State of Michigan
2024 Economic Outlook
Updated on 09/27/2023
Michigan 2024 Economic Outlook
While our forecast for Michigan does not anticipate recession, the forecast is for tepid growth through 2024. We project 2023 employment will grow at a respectable pace of 2.5 percent, year over year, closing at about 4.47 million jobs based on employer’s reports. The pace of growth will likely slow through 2024 as the central bank’s rate increases work their way through the economy, reflecting in a projected 1.9 percent employment growth in 2024. This gradual tapering of economic growth is also evident in our Gross State Product (GSP). GSP is also called gross output and is the broadest measure of economic activity at the state and county levels. While 2023 projections of nominal GSP is 5.2 percent growth over 2022, in inflation-adjusted terms, Michigan’s GSP is expected to decline by 1.1% in 2023. That is, the dollar value of goods produced in Michigan is not expected to keep pace with inflation for 2023. Alternatively, we anticipate that nominal GSP growth will taper in 2024 to 4.0 percent growth year over year. With inflation expected to hover around 2.2 percent, real GSP is expected to grow modestly in 2024 by 0.5 percent.
Let’s step back and take a closer look at what makes up these projections. Total employment growth is the culmination of the employment projections of all the underlying industry employment. We project each one of these individually for the state and for the metropolitan areas. While the underlying details can be reviewed in the Michigan Employment Table, we will cover some notable sectors here.
Goods producing employment is made up of manufacturing, mining and construction segments and makes up only about 18.4 percent of Michigan’s non-agricultural employment. Yet, it is set to lead employment growth over the foreseeable future. While service providing sectors target 2.2 percent growth in 2023, goods producing sectors target 3.4 percent growth. Construction and Mining & Logging segments lead in growth in 2023, while manufacturing jobs, driven by the automobile segments, will remain strong through 2024.
The Service Providing segments have a few weak spots rounding out 2023. The Professional & Business Services sectors, generally Michigan’s employment growth engine, is expected to remain restrained through 2024. Specifically, Trade, Transportation & Utilities, along with Information and Financial Activities show sluggish growth throughout the first half of 2023 and are expected to remain sluggish through 2024. However, two service-based segments remain in growth mode, and that is the Education & Health Services and the Leisure & Hospitality segments.
Michigan’s overall unemployment rate is expected to bottom out around 3.8 – a rate not observed since 2000. That is, the tight labor force conditions that are frustrating Michigan’s employers are expected to persist, at least in the immediate future. As 2024 rolls around, we may see the labor market start to loosen a bit, but otherwise it will remain a job-seeker’s market.
Finally, Michigan residents, like those across the nation, must contend with reduced federal stimulus in the many forms it took post COVID19. Much of this reversal was experienced in the second quarter of this year. We project a decrease in annual personal income for 2023, driven primarily by a pull-back on federal relief programs. Accordingly, anticipate a drop in personal income of just over 7.1 percent in 2023. Aside from transfer payments, other components of personal income remain relatively persistent over time. Expect wages and salaries to gain relative to inflation, with growth rates of 4.4 and 4.2 percent, respectively, for 2023 and 2024.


Output each line exactly as written, from the first line of the records to the line bearing "Task: Click on", inclusive, while leaving every picture out.

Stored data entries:
::::
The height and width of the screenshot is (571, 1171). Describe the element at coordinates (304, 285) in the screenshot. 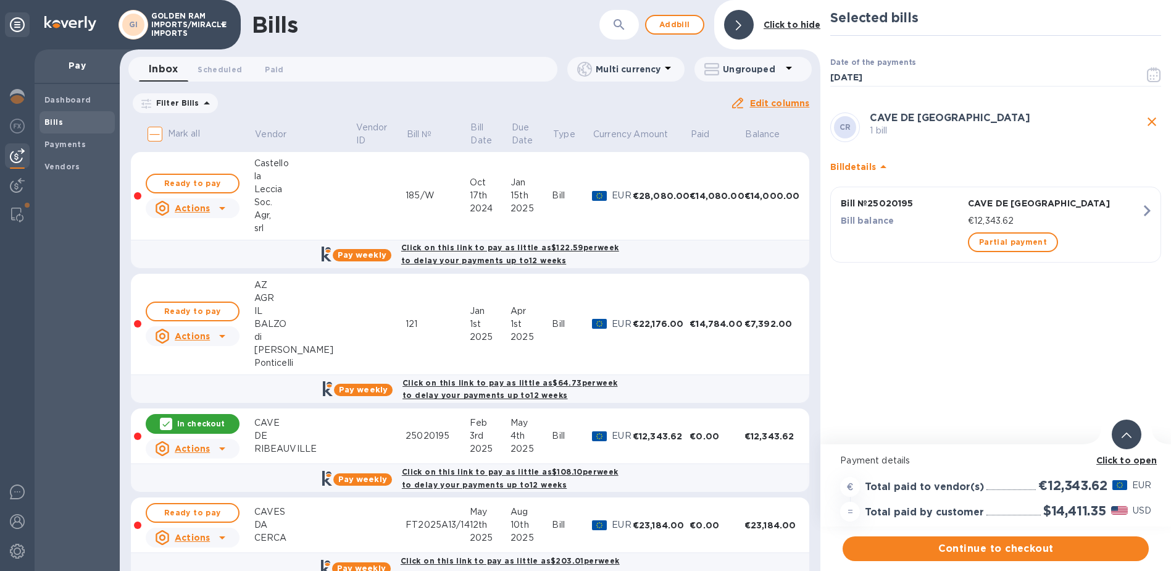

I see `div: AZ` at that location.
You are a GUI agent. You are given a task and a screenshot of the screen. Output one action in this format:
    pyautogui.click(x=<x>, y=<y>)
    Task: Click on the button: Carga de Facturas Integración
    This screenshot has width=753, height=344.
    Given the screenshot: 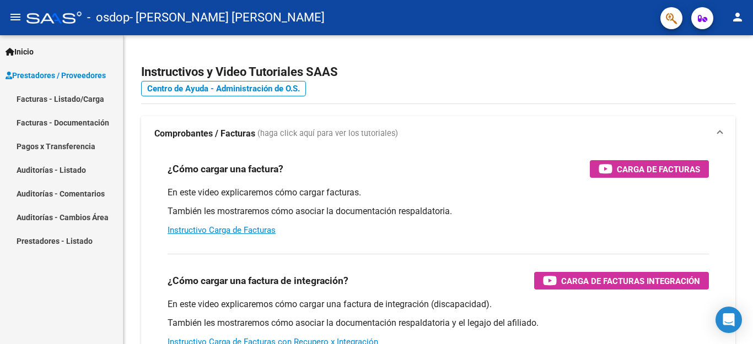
::::
* [Solved problem]
The height and width of the screenshot is (571, 1171). Describe the element at coordinates (304, 285) in the screenshot. 

I see `div: AZ` at that location.
You are a GUI agent. You are given a task and a screenshot of the screen. Output one action in this format:
    pyautogui.click(x=<x>, y=<y>)
    Task: Click on the button: Carga de Facturas Integración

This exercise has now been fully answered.